These days many systems are multi-homed in the sense that they have more than one IP address bound at the same time.
I.e. for different network cards, virtual IPs for shared servers or just using WiFi and a wired network connection at the same time on a laptop.
Murphy of course makes sure that your system will choose to worst IP (i.e. that on slow WiFi or the one reserved for admin access) when an application does not specifically supports binding to a selected IP address. And Mozilla Firefox for example doesn't.
The kernel chooses an outgoing IP from those in the routing table with the same metric:
daniel@server:~$ route -n
Kernel IP routing table
Destination Gateway Genmask Flags Metric Ref Use Iface
0.0.0.0 192.0.2.1 0.0.0.0 U 0 0 0 eth0
0.0.0.0 192.0.2.2 0.0.0.0 U 0 0 0 eth1
0.0.0.0 192.0.2.3 0.0.0.0 U 0 0 0 eth2
0.0.0.0 192.0.2.4 0.0.0.0 U 0 0 0 eth3
You can obviously play around with the metric and make the kernel router prefer the desired interface above others. This will affect all applications though. Some people use the firewall to nat all packages to port 80 onto the network interface desired for web browsing. Gee, beware the http://somewebsite.tld:8080 links...
Thankfully Daniel Ryde has solved the problem via a LD_PRELOAD shim. With his code you can run
and happily surf away.
To compile his code (3.3kB, local copy, see note 1) you need to run
strip bind.so
cp -i bind.so /usr/lib/
and you're set to go.
If you don't have gcc available (and trust me) you can download pre-compiled 32bit and 64bit (glibc-2) bind.so libraries here (4.5kB).
I guess because Daniel Ryde hid his code so well on his webpage, Robert J. McKay wrote another LD_PRELOAD shim, called Bindhack (4.5kB, local mirror). This will - as is - only compile on 32bit machines. But YMMV.
Run the above command (*) with your desired (and locally bound) IP address in bash and visit MyIP.dk or ShowIP.be or any of the other services that show your external IP to see whether you've succeeded.
Notes:
- Daniel Ryde did not specify the -D_GNU_SOURCE in the comments section of bind.c. Modern glibc/gcc need that as he used RTLD_NEXT which is Unix98 and not POSIX. I amended the local copy of bind.c and sent him an email so he can update his.
- Both are IPv4 only, no IPv6 support.
Updates:
29.11.10 Catalin M. Boie wrote another LD_PRELOAD shim, force_bind. I have not tested this one. It's capable of handling IPv6 binds.
11.01.09 Daniel Ryde has replied to my email and updated his local copy now as well.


> _WHAT TO PRODUCE_: Copy every entry word for word, but skip the pictures.

> _MATERIAL FOR THE TASK_:
--- START ---
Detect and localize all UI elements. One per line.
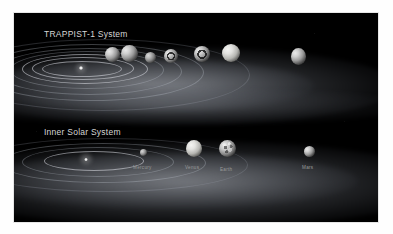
mercury-planet [140, 149, 147, 156]
earth-label: Earth [220, 167, 232, 172]
mars-label: Mars [302, 165, 313, 170]
trappist-planet-g [222, 44, 240, 62]
background-speck [56, 35, 57, 36]
trappist-planet-b [105, 47, 120, 62]
solar-system-title: Inner Solar System [44, 127, 121, 137]
background-speck [314, 33, 315, 34]
background-speck [36, 131, 37, 132]
trappist-planet-d [145, 52, 156, 63]
illustration-panel: TRAPPIST-1 System Mercury Venus [14, 13, 378, 222]
mars-planet [304, 146, 315, 157]
trappist-planet-e [164, 49, 178, 63]
system-divider-haze [14, 87, 378, 125]
page-canvas: TRAPPIST-1 System Mercury Venus [0, 0, 393, 234]
venus-label: Venus [185, 165, 199, 170]
mercury-label: Mercury [133, 165, 152, 170]
trappist-planet-c [121, 45, 138, 62]
background-speck [344, 121, 345, 122]
trappist-system-title: TRAPPIST-1 System [44, 29, 128, 39]
sun [84, 158, 88, 161]
trappist-planet-h [291, 48, 306, 65]
trappist-1-star [79, 66, 83, 70]
trappist-planet-f [194, 46, 210, 62]
earth-planet [219, 140, 236, 157]
venus-planet [186, 140, 202, 157]
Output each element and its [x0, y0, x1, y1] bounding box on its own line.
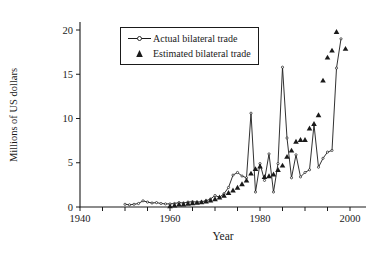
svg-text:1940: 1940 [70, 213, 91, 224]
svg-text:1960: 1960 [160, 213, 181, 224]
legend: Actual bilateral trade Estimated bilater… [120, 27, 259, 65]
chart: 194019601980200005101520YearMillions of … [0, 0, 377, 254]
svg-text:2000: 2000 [340, 213, 361, 224]
svg-text:5: 5 [68, 157, 73, 168]
legend-item-estimated: Estimated bilateral trade [126, 46, 251, 61]
svg-text:Year: Year [212, 230, 233, 242]
filled-triangle-marker-icon [126, 49, 153, 58]
legend-label-actual: Actual bilateral trade [153, 31, 237, 46]
svg-text:20: 20 [63, 25, 74, 36]
svg-text:1980: 1980 [250, 213, 271, 224]
legend-item-actual: Actual bilateral trade [126, 31, 251, 46]
svg-text:10: 10 [63, 113, 74, 124]
legend-label-estimated: Estimated bilateral trade [153, 46, 251, 61]
svg-text:15: 15 [63, 69, 74, 80]
line-circle-marker-icon [126, 34, 153, 43]
svg-text:0: 0 [68, 202, 73, 213]
svg-text:Millions of US dollars: Millions of US dollars [8, 68, 19, 162]
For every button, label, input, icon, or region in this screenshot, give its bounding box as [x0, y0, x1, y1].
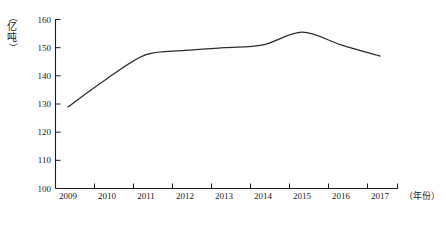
y-axis-ticks	[56, 20, 61, 161]
x-tick-label-2017: 2017	[371, 191, 390, 201]
x-tick-label-2015: 2015	[293, 191, 312, 201]
data-series-line	[68, 32, 380, 107]
x-tick-label-2009: 2009	[59, 191, 78, 201]
y-axis-tick-labels: 160 150 140 130 120 110 100	[38, 15, 52, 194]
x-tick-label-2013: 2013	[215, 191, 234, 201]
chart-figure: （ 亿 吨 ） 160 150 140 130 120 110 100	[0, 0, 446, 225]
x-axis-tick-labels: 2009 2010 2011 2012 2013 2014 2015 2016 …	[59, 191, 390, 201]
y-tick-label-130: 130	[38, 99, 52, 109]
x-tick-label-2011: 2011	[137, 191, 155, 201]
x-tick-label-2010: 2010	[98, 191, 117, 201]
y-tick-label-120: 120	[38, 127, 52, 137]
x-tick-label-2012: 2012	[176, 191, 194, 201]
x-tick-label-2014: 2014	[254, 191, 273, 201]
x-axis-ticks	[95, 184, 398, 189]
y-tick-label-150: 150	[38, 43, 52, 53]
x-tick-label-2016: 2016	[332, 191, 351, 201]
y-tick-label-160: 160	[38, 15, 52, 25]
y-tick-label-100: 100	[38, 184, 52, 194]
x-axis-caption: （年份）	[404, 190, 440, 201]
y-tick-label-110: 110	[38, 155, 52, 165]
line-chart-plot: 160 150 140 130 120 110 100 2009 2010 20…	[0, 0, 446, 225]
y-tick-label-140: 140	[38, 71, 52, 81]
--- END ---
> _ANSWER BOX_:
Detect and localize all UI elements. One per line.
mercury-planet [140, 149, 147, 156]
earth-label: Earth [220, 167, 232, 172]
mars-label: Mars [302, 165, 313, 170]
trappist-planet-g [222, 44, 240, 62]
background-speck [56, 35, 57, 36]
trappist-planet-b [105, 47, 120, 62]
solar-system-title: Inner Solar System [44, 127, 121, 137]
background-speck [314, 33, 315, 34]
background-speck [36, 131, 37, 132]
trappist-planet-d [145, 52, 156, 63]
illustration-panel: TRAPPIST-1 System Mercury Venus [14, 13, 378, 222]
mars-planet [304, 146, 315, 157]
trappist-planet-e [164, 49, 178, 63]
system-divider-haze [14, 87, 378, 125]
page-canvas: TRAPPIST-1 System Mercury Venus [0, 0, 393, 234]
venus-label: Venus [185, 165, 199, 170]
mercury-label: Mercury [133, 165, 152, 170]
trappist-planet-c [121, 45, 138, 62]
background-speck [344, 121, 345, 122]
trappist-system-title: TRAPPIST-1 System [44, 29, 128, 39]
sun [84, 158, 88, 161]
trappist-planet-h [291, 48, 306, 65]
trappist-1-star [79, 66, 83, 70]
trappist-planet-f [194, 46, 210, 62]
earth-planet [219, 140, 236, 157]
venus-planet [186, 140, 202, 157]
Output each element and its [x0, y0, x1, y1] bounding box on its own line.
svg-text:1940: 1940 [70, 213, 91, 224]
svg-text:1960: 1960 [160, 213, 181, 224]
legend: Actual bilateral trade Estimated bilater… [120, 27, 259, 65]
chart: 194019601980200005101520YearMillions of … [0, 0, 377, 254]
svg-text:2000: 2000 [340, 213, 361, 224]
svg-text:5: 5 [68, 157, 73, 168]
legend-item-estimated: Estimated bilateral trade [126, 46, 251, 61]
svg-text:Year: Year [212, 230, 233, 242]
filled-triangle-marker-icon [126, 49, 153, 58]
legend-label-actual: Actual bilateral trade [153, 31, 237, 46]
svg-text:20: 20 [63, 25, 74, 36]
svg-text:1980: 1980 [250, 213, 271, 224]
legend-item-actual: Actual bilateral trade [126, 31, 251, 46]
svg-text:10: 10 [63, 113, 74, 124]
legend-label-estimated: Estimated bilateral trade [153, 46, 251, 61]
svg-text:15: 15 [63, 69, 74, 80]
line-circle-marker-icon [126, 34, 153, 43]
svg-text:0: 0 [68, 202, 73, 213]
svg-text:Millions of US dollars: Millions of US dollars [8, 68, 19, 162]
For every button, label, input, icon, or region in this screenshot, give its bounding box as [x0, y0, x1, y1].
y-axis-ticks	[56, 20, 61, 161]
x-tick-label-2017: 2017	[371, 191, 390, 201]
x-tick-label-2015: 2015	[293, 191, 312, 201]
data-series-line	[68, 32, 380, 107]
x-tick-label-2009: 2009	[59, 191, 78, 201]
y-axis-tick-labels: 160 150 140 130 120 110 100	[38, 15, 52, 194]
x-tick-label-2013: 2013	[215, 191, 234, 201]
chart-figure: （ 亿 吨 ） 160 150 140 130 120 110 100	[0, 0, 446, 225]
x-axis-tick-labels: 2009 2010 2011 2012 2013 2014 2015 2016 …	[59, 191, 390, 201]
y-tick-label-130: 130	[38, 99, 52, 109]
x-tick-label-2011: 2011	[137, 191, 155, 201]
x-tick-label-2010: 2010	[98, 191, 117, 201]
y-tick-label-120: 120	[38, 127, 52, 137]
x-tick-label-2012: 2012	[176, 191, 194, 201]
x-tick-label-2014: 2014	[254, 191, 273, 201]
x-axis-ticks	[95, 184, 398, 189]
y-tick-label-150: 150	[38, 43, 52, 53]
x-tick-label-2016: 2016	[332, 191, 351, 201]
y-tick-label-160: 160	[38, 15, 52, 25]
y-tick-label-100: 100	[38, 184, 52, 194]
x-axis-caption: （年份）	[404, 190, 440, 201]
y-tick-label-110: 110	[38, 155, 52, 165]
line-chart-plot: 160 150 140 130 120 110 100 2009 2010 20…	[0, 0, 446, 225]
y-tick-label-140: 140	[38, 71, 52, 81]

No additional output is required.